QUOTE (Supes @ Jun 24 2004, 10:29 PM)
QUOTE
4) I liked the set up of the character in SPIDERMAN. It was faithful to its source, unlike the nonsense of say, SUPERMAN, BATMAN, BATMAN FOREVER, THE HULK, and DAREDEVIL, to name a few off the top of my head.
Just a note on this comment Civ, I see what you've said with most, but I'm curious about the inclusion of Batman. Apart from making Jack Napier the Joker and the killer of Bruce Wayne's parents what else was out of place here in the history of The Batman?
Actually, I think in the case of Batman, that's enough. Batman's parents were murdered by a stranger. he fights crime because crime, as a faceless entity, killed his parents. Much later a comic book writer in a weak moment gave that stranger a name, and allowed Batman a moment of accidental catharsis when the guy stepped in front of a truck. bad move, that.
Worse in the movie: the Joker killed Batman's parents? Ok, so where is his motivation when he gets to kill the Joker? Is his childhood anger against all criminals not now resolved? Shouldn't he just retire? I think this shift, to make the Joker somehow "more villainous," is weak and unnecessary. It really bugged me the first time I saw it. I also found it weak and unnecessary when DAREDEVIL cribbed the device, making the Kingpin the man responsible for killing Murdock's drunken-palooka dad. At least Daredevil never really derived his motivation from revenge, even if that lame duck of a film tried to make the claim. But Batman! Revenge is all he's got!
The changes in SUPERMAN and SPIDERMAN are frankly cosmetic in comparison. They don't affect the basic motivation of the hero. I included SUPERMAN on the list , obviously because of Brando's red S shirt, but really my biggest complaint with SUPERMAN was how he travelled back in time at the end to save Lois Lane. With SPIDERMAN my biggest complaint was when the rough construction worker shouted from the bridge at the Green Goblin: "Fuck you, Afghanistan! Weesa gonna bomb you!" and then people started throwing rocks and garbage from the Brooklyn Bridge. That bit made me squirm.
"I had a lot of different ideas. At one point, Luke, Leia and Ben were all going to be little people, and we did screen tests to see if we could do that." -George Lucas, in STAR WARS: the Annotated Screenplays (p197).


## [Work instruction]
The string "Humanware" appears in some lines of the entries that follow; copy each such line.

Records below:

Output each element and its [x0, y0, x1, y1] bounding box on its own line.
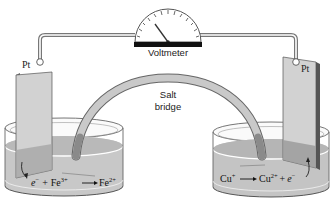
voltmeter-label: Voltmeter [148, 47, 188, 58]
wire-right [200, 35, 296, 62]
left-electrode-label: Pt [22, 59, 31, 70]
salt-bridge-label-line1: Salt [160, 89, 177, 100]
right-electrode-label: Pt [301, 63, 310, 74]
left-pt-electrode: Pt [16, 59, 52, 178]
right-wire-terminal [293, 59, 300, 66]
voltmeter: Voltmeter [134, 9, 202, 58]
electrochemical-cell-diagram: Voltmeter Pt [0, 0, 335, 206]
salt-bridge-label-line2: bridge [155, 101, 181, 112]
right-pt-electrode: Pt [283, 57, 320, 170]
wire-left [40, 35, 135, 62]
left-wire-terminal [37, 59, 44, 66]
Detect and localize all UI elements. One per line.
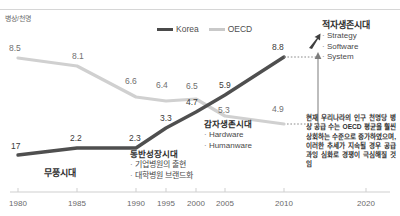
annotation-gamja-item-1: Humanware	[204, 141, 252, 152]
annotation-gamja-title: 감자생존시대	[204, 119, 252, 130]
value-label-oecd-2010: 4.9	[272, 104, 284, 114]
annotation-dongban-title: 동반성장시대	[130, 149, 193, 160]
value-label-korea-2005: 5.9	[219, 80, 231, 90]
annotation-jeokja: 적자생존시대 Strategy Software System	[322, 20, 370, 63]
annotation-jeokja-title: 적자생존시대	[322, 20, 370, 31]
explanatory-note: 현재 우리나라의 인구 천명당 병상 공급 수는 OECD 평균을 훨씬 상회하…	[306, 113, 396, 169]
x-tick-1990: 1990	[127, 199, 145, 208]
callout-arrow-icon	[309, 34, 321, 50]
gap-indicator-arrow-icon	[315, 52, 322, 59]
value-label-korea-2010: 8.8	[272, 42, 284, 52]
annotation-dongban-item-1: 대학병원 브랜드화	[130, 171, 193, 182]
x-tick-2020: 2020	[357, 199, 375, 208]
value-label-oecd-1995: 6.4	[156, 80, 168, 90]
annotation-mupung: 무풍시대	[44, 168, 76, 179]
value-label-oecd-2005: 5.3	[218, 105, 230, 115]
x-tick-2000: 2000	[187, 199, 205, 208]
value-label-oecd-1990: 6.6	[125, 76, 137, 86]
annotation-dongban: 동반성장시대 기업병원의 출현 대학병원 브랜드화	[130, 149, 193, 181]
x-axis-ticks	[18, 188, 366, 192]
chart-container: 병상/천명 Korea OECD	[0, 0, 400, 216]
annotation-jeokja-item-2: System	[322, 52, 370, 63]
annotation-gamja-item-0: Hardware	[204, 130, 252, 141]
value-label-korea-1995: 3.3	[160, 113, 172, 123]
x-tick-2010: 2010	[275, 199, 293, 208]
value-label-oecd-1980: 8.5	[9, 43, 21, 53]
value-label-korea-2000: 4.7	[186, 97, 198, 107]
annotation-jeokja-item-1: Software	[322, 42, 370, 53]
x-tick-1985: 1985	[68, 199, 86, 208]
value-label-oecd-1985: 8.1	[72, 51, 84, 61]
annotation-gamja: 감자생존시대 Hardware Humanware	[204, 119, 252, 151]
annotation-jeokja-item-0: Strategy	[322, 31, 370, 42]
x-tick-2005: 2005	[216, 199, 234, 208]
annotation-dongban-item-0: 기업병원의 출현	[130, 160, 193, 171]
annotation-mupung-title: 무풍시대	[44, 168, 76, 179]
value-label-korea-1990: 2.3	[129, 133, 141, 143]
value-label-korea-1985: 2.2	[70, 133, 82, 143]
x-tick-1980: 1980	[9, 199, 27, 208]
x-tick-1995: 1995	[157, 199, 175, 208]
series-line-oecd	[18, 58, 284, 124]
value-label-korea-1980: 17	[11, 141, 20, 151]
value-label-oecd-2000: 6.5	[186, 81, 198, 91]
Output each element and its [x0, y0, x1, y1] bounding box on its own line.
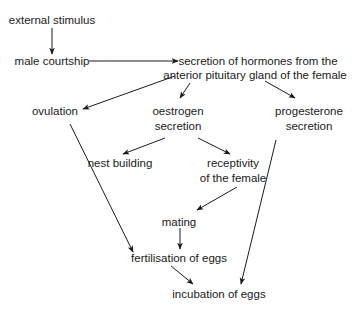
node-incubation: incubation of eggs — [172, 288, 266, 300]
edge-receptivity-to-mating — [197, 187, 237, 210]
svg-text:incubation of eggs: incubation of eggs — [172, 288, 266, 300]
node-progesterone-secretion: progesterone secretion — [275, 105, 343, 132]
node-fertilisation: fertilisation of eggs — [131, 252, 227, 264]
edge-oestrogen-to-nest — [123, 138, 165, 154]
node-receptivity: receptivity of the female — [200, 157, 266, 184]
svg-text:secretion: secretion — [155, 120, 202, 132]
svg-text:male courtship: male courtship — [15, 55, 90, 67]
svg-text:of the female: of the female — [200, 172, 266, 184]
svg-text:receptivity: receptivity — [207, 157, 259, 169]
edge-hormones-to-progesterone — [265, 81, 295, 98]
node-male-courtship: male courtship — [15, 55, 90, 67]
node-nest-building: nest building — [88, 157, 153, 169]
edge-oestrogen-to-receptivity — [198, 138, 230, 154]
svg-text:external stimulus: external stimulus — [9, 14, 96, 26]
node-external-stimulus: external stimulus — [9, 14, 96, 26]
svg-text:progesterone: progesterone — [275, 105, 343, 117]
edge-hormones-to-oestrogen — [180, 83, 190, 98]
node-ovulation: ovulation — [32, 105, 78, 117]
svg-text:secretion of hormones from the: secretion of hormones from the — [178, 55, 337, 67]
svg-text:secretion: secretion — [286, 120, 333, 132]
svg-text:fertilisation of eggs: fertilisation of eggs — [131, 252, 227, 264]
node-mating: mating — [162, 216, 197, 228]
svg-text:anterior pituitary gland of th: anterior pituitary gland of the female — [163, 69, 346, 81]
svg-text:mating: mating — [162, 216, 197, 228]
node-hormone-secretion: secretion of hormones from the anterior … — [163, 55, 346, 81]
flow-diagram: external stimulus male courtship secreti… — [0, 0, 352, 311]
edge-fertilisation-to-incubation — [171, 266, 193, 284]
svg-text:ovulation: ovulation — [32, 105, 78, 117]
svg-text:oestrogen: oestrogen — [152, 105, 203, 117]
node-oestrogen-secretion: oestrogen secretion — [152, 105, 203, 132]
edge-ovulation-to-fertilisation — [70, 124, 133, 252]
svg-text:nest building: nest building — [88, 157, 153, 169]
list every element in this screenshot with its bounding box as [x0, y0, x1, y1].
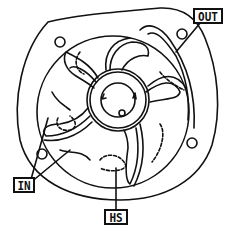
inner-chamber — [37, 36, 189, 188]
mounting-hole — [187, 138, 197, 148]
hub-mid — [90, 72, 146, 128]
hs-label: HS — [104, 209, 128, 225]
shaft-key — [119, 110, 125, 116]
out-label-text: OUT — [198, 9, 218, 24]
flow-arrow — [52, 92, 70, 110]
out-label: OUT — [193, 8, 223, 24]
mounting-hole — [177, 29, 187, 39]
hub-inner — [101, 83, 135, 117]
pump-diagram — [0, 0, 228, 234]
out-leader-line — [176, 22, 201, 52]
hub-outer — [87, 69, 149, 131]
in-label-text: IN — [17, 178, 30, 193]
mounting-hole — [55, 37, 65, 47]
in-label: IN — [13, 177, 35, 193]
impeller-vanes — [44, 38, 186, 186]
hs-label-text: HS — [109, 210, 122, 225]
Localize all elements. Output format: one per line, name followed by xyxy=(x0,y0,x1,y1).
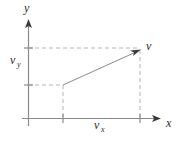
velocity-vector-line xyxy=(63,52,136,85)
velocity-vector-arrowhead xyxy=(130,50,141,57)
figure-canvas: y x v y v x v xyxy=(0,0,176,144)
vector-diagram xyxy=(0,0,176,144)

End of Records.

## [Solution for this problem]
annotation-gamja-item-1: Humanware	[204, 141, 252, 152]
annotation-gamja: 감자생존시대 Hardware Humanware	[204, 119, 252, 151]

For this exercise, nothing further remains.